Equity, diversity and belonging strategy – introduction

Our equity, diversity and belonging strategy has been produced in collaboration with CSP diversity networks, members, staff and stakeholders with insight into the discrimination and disadvantage faced by members and their patients. In this section, Alex MacKenzie, Chair of Council, introduces the strategy.

This is the first of three sections in the CSP's equity, diversity and belonging strategy.

Alex MacKenzie, chair of council
Alex MacKenzie, Chair of CSP Council

Introduction

I am delighted to introduce our equity, diversity and belonging strategy. We cannot achieve our vision for the physiotherapy profession without achieving equity (treating everyone fairly), valuing diversity and making sure people feel like they belong. Systematic discrimination throughout society means we need to influence others to act too.

We want to change our organisation and our profession. Your race, gender, sexual orientation, age, religion, class and disability (if any) matter in physiotherapy. Middle-class patients find it easier to access physiotherapy. Your chances of successfully graduating as a physiotherapist are greater if you are white. Lack of adaptions can drive people with disabilities out of the profession. LGBTQIA+ physios can face harassment at work. You are more likely to be a senior manager at the CSP if you are white. Physiotherapy should not be like this.

Simply providing the same opportunities to everyone does not make things fair. We aim to achieve equity by recognising that what we need to do to make things fair depends on people’s different needs. Different treatment is the key to achieving equity.

Having a more diverse profession will make it easier for us to offer the most appropriate care to marginalised patients and communities. Marginalised is when someone or a group of people are treated as if they are not important; and places them in a position of little or no importance, influence, or power. We can better appreciate the barriers to accessing services if more of us come from marginalised communities or backgrounds. If we are representative of the communities we serve, we are more likely to be able to work with communities to design services which meet their needs.

We want members and staff with different backgrounds to feel that they belong within the CSP. Belonging is the feeling of mattering to others. Belonging is created through intentional acts of inclusion and by embracing difference.

I am very proud of the way we have co-created the strategy with the CSP diversity networks, members and staff to make sure our strategy is guided by the lived (first-hand) experience of discrimination and disadvantage faced by members, patients and staff. However, no strategy is ever perfect. Our strategy will need to develop and evolve over time to respond to new learning and changing circumstances.

This strategy sets a framework for us to act. Its aims will form part of our next corporate strategy. We are already taking action and are committed to being accountable for achieving this strategy. For my part, I promise to continue leading from the front to promote change, empower others and challenge discrimination.

Together we can make positive and lasting change for the better. It will require honesty, humility, vulnerability and tenacity. We all need to take an active role in making change happen. This is our strategy and we must make it work – we owe it to our colleagues and we owe it to our patients.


Assignment: An exact copy of every record below is needed, with the pictures left out.

The data:
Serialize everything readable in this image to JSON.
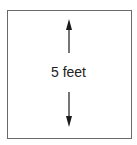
{
  "diagram": {
    "shape": "square",
    "dimension_label": "5 feet",
    "arrows": [
      "up-arrow",
      "down-arrow"
    ],
    "colors": {
      "border": "#6a6a6a",
      "arrow": "#1a1a1a",
      "text": "#222222"
    }
  }
}
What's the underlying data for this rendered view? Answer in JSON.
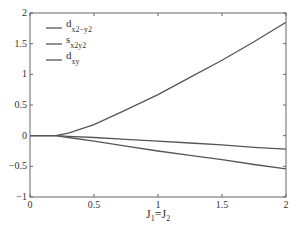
{
  "chart_data": {
    "type": "line",
    "title": "",
    "xlabel": "J1=J2",
    "ylabel": "",
    "xlim": [
      0,
      2
    ],
    "ylim": [
      -1,
      2
    ],
    "xticks": [
      "0",
      "0.5",
      "1",
      "1.5",
      "2"
    ],
    "yticks": [
      "2",
      "1.5",
      "1",
      "0.5",
      "0",
      "-0.5",
      "-1"
    ],
    "grid": false,
    "legend_position": "upper left",
    "x": [
      0,
      0.2,
      0.3,
      0.5,
      0.75,
      1.0,
      1.25,
      1.5,
      1.75,
      2.0
    ],
    "series": [
      {
        "name": "d_x2-y2",
        "label_main": "d",
        "label_sub": "x2−y2",
        "values": [
          0,
          0,
          0.04,
          0.18,
          0.42,
          0.67,
          0.95,
          1.23,
          1.53,
          1.85
        ]
      },
      {
        "name": "s_x2y2",
        "label_main": "s",
        "label_sub": "x2y2",
        "values": [
          0,
          0,
          -0.01,
          -0.03,
          -0.06,
          -0.09,
          -0.12,
          -0.15,
          -0.19,
          -0.22
        ]
      },
      {
        "name": "d_xy",
        "label_main": "d",
        "label_sub": "xy",
        "values": [
          0,
          0,
          -0.03,
          -0.09,
          -0.17,
          -0.25,
          -0.32,
          -0.39,
          -0.47,
          -0.54
        ]
      }
    ],
    "colors": {
      "line": "#555555",
      "axis": "#666666",
      "text": "#333333"
    }
  },
  "axis": {
    "xlabel_main_1": "J",
    "xlabel_sub_1": "1",
    "xlabel_eq": "=",
    "xlabel_main_2": "J",
    "xlabel_sub_2": "2"
  }
}
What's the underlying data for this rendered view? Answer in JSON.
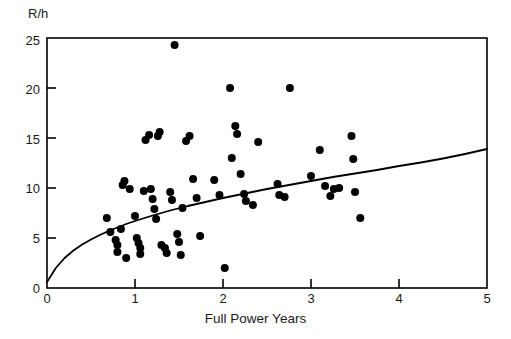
{
  "chart_data": {
    "type": "scatter",
    "title": "",
    "xlabel": "Full Power Years",
    "ylabel": "R/h",
    "xlim": [
      0,
      5
    ],
    "ylim": [
      0,
      25
    ],
    "grid": false,
    "legend": null,
    "xticks": [
      0,
      1,
      2,
      3,
      4,
      5
    ],
    "xtick_labels": [
      "0",
      "1",
      "2",
      "3",
      "4",
      "5"
    ],
    "yticks": [
      0,
      5,
      10,
      15,
      20,
      25
    ],
    "ytick_labels": [
      "0",
      "5",
      "10",
      "15",
      "20",
      "25"
    ],
    "marker": "filled-circle",
    "marker_color": "#000000",
    "marker_size_px": 8,
    "points": [
      [
        0.68,
        7.0
      ],
      [
        0.72,
        5.6
      ],
      [
        0.78,
        4.8
      ],
      [
        0.8,
        4.3
      ],
      [
        0.8,
        3.6
      ],
      [
        0.84,
        5.9
      ],
      [
        0.86,
        10.3
      ],
      [
        0.88,
        10.7
      ],
      [
        0.9,
        3.0
      ],
      [
        0.94,
        9.9
      ],
      [
        1.0,
        7.2
      ],
      [
        1.02,
        5.0
      ],
      [
        1.04,
        4.5
      ],
      [
        1.06,
        4.0
      ],
      [
        1.06,
        3.4
      ],
      [
        1.1,
        9.7
      ],
      [
        1.12,
        14.8
      ],
      [
        1.16,
        15.3
      ],
      [
        1.18,
        9.9
      ],
      [
        1.2,
        8.9
      ],
      [
        1.22,
        7.9
      ],
      [
        1.24,
        6.9
      ],
      [
        1.26,
        15.2
      ],
      [
        1.28,
        15.6
      ],
      [
        1.3,
        4.3
      ],
      [
        1.34,
        4.0
      ],
      [
        1.36,
        3.5
      ],
      [
        1.4,
        9.6
      ],
      [
        1.42,
        8.8
      ],
      [
        1.45,
        24.3
      ],
      [
        1.48,
        5.4
      ],
      [
        1.5,
        4.6
      ],
      [
        1.52,
        3.3
      ],
      [
        1.54,
        8.0
      ],
      [
        1.58,
        14.7
      ],
      [
        1.62,
        15.2
      ],
      [
        1.66,
        10.9
      ],
      [
        1.7,
        9.0
      ],
      [
        1.74,
        5.2
      ],
      [
        1.9,
        10.8
      ],
      [
        1.96,
        9.3
      ],
      [
        2.02,
        2.0
      ],
      [
        2.08,
        20.0
      ],
      [
        2.1,
        13.0
      ],
      [
        2.14,
        16.2
      ],
      [
        2.16,
        15.4
      ],
      [
        2.2,
        11.4
      ],
      [
        2.24,
        9.4
      ],
      [
        2.26,
        8.7
      ],
      [
        2.34,
        8.3
      ],
      [
        2.4,
        14.6
      ],
      [
        2.62,
        10.4
      ],
      [
        2.64,
        9.3
      ],
      [
        2.7,
        9.1
      ],
      [
        2.76,
        20.0
      ],
      [
        3.0,
        11.2
      ],
      [
        3.1,
        13.8
      ],
      [
        3.16,
        10.2
      ],
      [
        3.22,
        9.2
      ],
      [
        3.26,
        9.9
      ],
      [
        3.32,
        10.0
      ],
      [
        3.46,
        15.2
      ],
      [
        3.48,
        12.9
      ],
      [
        3.5,
        9.6
      ],
      [
        3.56,
        7.0
      ]
    ],
    "fit_curve": {
      "name": "power-law trend",
      "color": "#000000",
      "width_px": 1.8,
      "description": "monotonic concave curve rising from about 0.6 at x=0 to about 13.9 at x=5",
      "points": [
        [
          0.0,
          0.6
        ],
        [
          0.1,
          2.0
        ],
        [
          0.2,
          3.0
        ],
        [
          0.3,
          3.75
        ],
        [
          0.4,
          4.35
        ],
        [
          0.5,
          4.85
        ],
        [
          0.6,
          5.3
        ],
        [
          0.7,
          5.7
        ],
        [
          0.8,
          6.05
        ],
        [
          0.9,
          6.4
        ],
        [
          1.0,
          6.7
        ],
        [
          1.2,
          7.25
        ],
        [
          1.4,
          7.75
        ],
        [
          1.6,
          8.2
        ],
        [
          1.8,
          8.6
        ],
        [
          2.0,
          9.0
        ],
        [
          2.25,
          9.45
        ],
        [
          2.5,
          9.9
        ],
        [
          2.75,
          10.3
        ],
        [
          3.0,
          10.7
        ],
        [
          3.25,
          11.1
        ],
        [
          3.5,
          11.45
        ],
        [
          3.75,
          11.8
        ],
        [
          4.0,
          12.2
        ],
        [
          4.25,
          12.55
        ],
        [
          4.5,
          12.95
        ],
        [
          4.75,
          13.4
        ],
        [
          5.0,
          13.9
        ]
      ]
    }
  },
  "axes": {
    "frame_color": "#000000",
    "plot_left_px": 47,
    "plot_right_px": 487,
    "plot_top_px": 38,
    "plot_bottom_px": 288
  }
}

Completed exercise:
Serialize everything readable in this image to JSON.
{
  "diagram": {
    "shape": "square",
    "dimension_label": "5 feet",
    "arrows": [
      "up-arrow",
      "down-arrow"
    ],
    "colors": {
      "border": "#6a6a6a",
      "arrow": "#1a1a1a",
      "text": "#222222"
    }
  }
}
What's the underlying data for this rendered view? Answer in JSON.
{
  "chart_data": {
    "type": "line",
    "title": "",
    "xlabel": "J1=J2",
    "ylabel": "",
    "xlim": [
      0,
      2
    ],
    "ylim": [
      -1,
      2
    ],
    "xticks": [
      "0",
      "0.5",
      "1",
      "1.5",
      "2"
    ],
    "yticks": [
      "2",
      "1.5",
      "1",
      "0.5",
      "0",
      "-0.5",
      "-1"
    ],
    "grid": false,
    "legend_position": "upper left",
    "x": [
      0,
      0.2,
      0.3,
      0.5,
      0.75,
      1.0,
      1.25,
      1.5,
      1.75,
      2.0
    ],
    "series": [
      {
        "name": "d_x2-y2",
        "label_main": "d",
        "label_sub": "x2−y2",
        "values": [
          0,
          0,
          0.04,
          0.18,
          0.42,
          0.67,
          0.95,
          1.23,
          1.53,
          1.85
        ]
      },
      {
        "name": "s_x2y2",
        "label_main": "s",
        "label_sub": "x2y2",
        "values": [
          0,
          0,
          -0.01,
          -0.03,
          -0.06,
          -0.09,
          -0.12,
          -0.15,
          -0.19,
          -0.22
        ]
      },
      {
        "name": "d_xy",
        "label_main": "d",
        "label_sub": "xy",
        "values": [
          0,
          0,
          -0.03,
          -0.09,
          -0.17,
          -0.25,
          -0.32,
          -0.39,
          -0.47,
          -0.54
        ]
      }
    ],
    "colors": {
      "line": "#555555",
      "axis": "#666666",
      "text": "#333333"
    }
  },
  "axis": {
    "xlabel_main_1": "J",
    "xlabel_sub_1": "1",
    "xlabel_eq": "=",
    "xlabel_main_2": "J",
    "xlabel_sub_2": "2"
  }
}
What's the underlying data for this rendered view? Answer in JSON.
{
  "chart_data": {
    "type": "scatter",
    "title": "",
    "xlabel": "Full Power Years",
    "ylabel": "R/h",
    "xlim": [
      0,
      5
    ],
    "ylim": [
      0,
      25
    ],
    "grid": false,
    "legend": null,
    "xticks": [
      0,
      1,
      2,
      3,
      4,
      5
    ],
    "xtick_labels": [
      "0",
      "1",
      "2",
      "3",
      "4",
      "5"
    ],
    "yticks": [
      0,
      5,
      10,
      15,
      20,
      25
    ],
    "ytick_labels": [
      "0",
      "5",
      "10",
      "15",
      "20",
      "25"
    ],
    "marker": "filled-circle",
    "marker_color": "#000000",
    "marker_size_px": 8,
    "points": [
      [
        0.68,
        7.0
      ],
      [
        0.72,
        5.6
      ],
      [
        0.78,
        4.8
      ],
      [
        0.8,
        4.3
      ],
      [
        0.8,
        3.6
      ],
      [
        0.84,
        5.9
      ],
      [
        0.86,
        10.3
      ],
      [
        0.88,
        10.7
      ],
      [
        0.9,
        3.0
      ],
      [
        0.94,
        9.9
      ],
      [
        1.0,
        7.2
      ],
      [
        1.02,
        5.0
      ],
      [
        1.04,
        4.5
      ],
      [
        1.06,
        4.0
      ],
      [
        1.06,
        3.4
      ],
      [
        1.1,
        9.7
      ],
      [
        1.12,
        14.8
      ],
      [
        1.16,
        15.3
      ],
      [
        1.18,
        9.9
      ],
      [
        1.2,
        8.9
      ],
      [
        1.22,
        7.9
      ],
      [
        1.24,
        6.9
      ],
      [
        1.26,
        15.2
      ],
      [
        1.28,
        15.6
      ],
      [
        1.3,
        4.3
      ],
      [
        1.34,
        4.0
      ],
      [
        1.36,
        3.5
      ],
      [
        1.4,
        9.6
      ],
      [
        1.42,
        8.8
      ],
      [
        1.45,
        24.3
      ],
      [
        1.48,
        5.4
      ],
      [
        1.5,
        4.6
      ],
      [
        1.52,
        3.3
      ],
      [
        1.54,
        8.0
      ],
      [
        1.58,
        14.7
      ],
      [
        1.62,
        15.2
      ],
      [
        1.66,
        10.9
      ],
      [
        1.7,
        9.0
      ],
      [
        1.74,
        5.2
      ],
      [
        1.9,
        10.8
      ],
      [
        1.96,
        9.3
      ],
      [
        2.02,
        2.0
      ],
      [
        2.08,
        20.0
      ],
      [
        2.1,
        13.0
      ],
      [
        2.14,
        16.2
      ],
      [
        2.16,
        15.4
      ],
      [
        2.2,
        11.4
      ],
      [
        2.24,
        9.4
      ],
      [
        2.26,
        8.7
      ],
      [
        2.34,
        8.3
      ],
      [
        2.4,
        14.6
      ],
      [
        2.62,
        10.4
      ],
      [
        2.64,
        9.3
      ],
      [
        2.7,
        9.1
      ],
      [
        2.76,
        20.0
      ],
      [
        3.0,
        11.2
      ],
      [
        3.1,
        13.8
      ],
      [
        3.16,
        10.2
      ],
      [
        3.22,
        9.2
      ],
      [
        3.26,
        9.9
      ],
      [
        3.32,
        10.0
      ],
      [
        3.46,
        15.2
      ],
      [
        3.48,
        12.9
      ],
      [
        3.5,
        9.6
      ],
      [
        3.56,
        7.0
      ]
    ],
    "fit_curve": {
      "name": "power-law trend",
      "color": "#000000",
      "width_px": 1.8,
      "description": "monotonic concave curve rising from about 0.6 at x=0 to about 13.9 at x=5",
      "points": [
        [
          0.0,
          0.6
        ],
        [
          0.1,
          2.0
        ],
        [
          0.2,
          3.0
        ],
        [
          0.3,
          3.75
        ],
        [
          0.4,
          4.35
        ],
        [
          0.5,
          4.85
        ],
        [
          0.6,
          5.3
        ],
        [
          0.7,
          5.7
        ],
        [
          0.8,
          6.05
        ],
        [
          0.9,
          6.4
        ],
        [
          1.0,
          6.7
        ],
        [
          1.2,
          7.25
        ],
        [
          1.4,
          7.75
        ],
        [
          1.6,
          8.2
        ],
        [
          1.8,
          8.6
        ],
        [
          2.0,
          9.0
        ],
        [
          2.25,
          9.45
        ],
        [
          2.5,
          9.9
        ],
        [
          2.75,
          10.3
        ],
        [
          3.0,
          10.7
        ],
        [
          3.25,
          11.1
        ],
        [
          3.5,
          11.45
        ],
        [
          3.75,
          11.8
        ],
        [
          4.0,
          12.2
        ],
        [
          4.25,
          12.55
        ],
        [
          4.5,
          12.95
        ],
        [
          4.75,
          13.4
        ],
        [
          5.0,
          13.9
        ]
      ]
    }
  },
  "axes": {
    "frame_color": "#000000",
    "plot_left_px": 47,
    "plot_right_px": 487,
    "plot_top_px": 38,
    "plot_bottom_px": 288
  }
}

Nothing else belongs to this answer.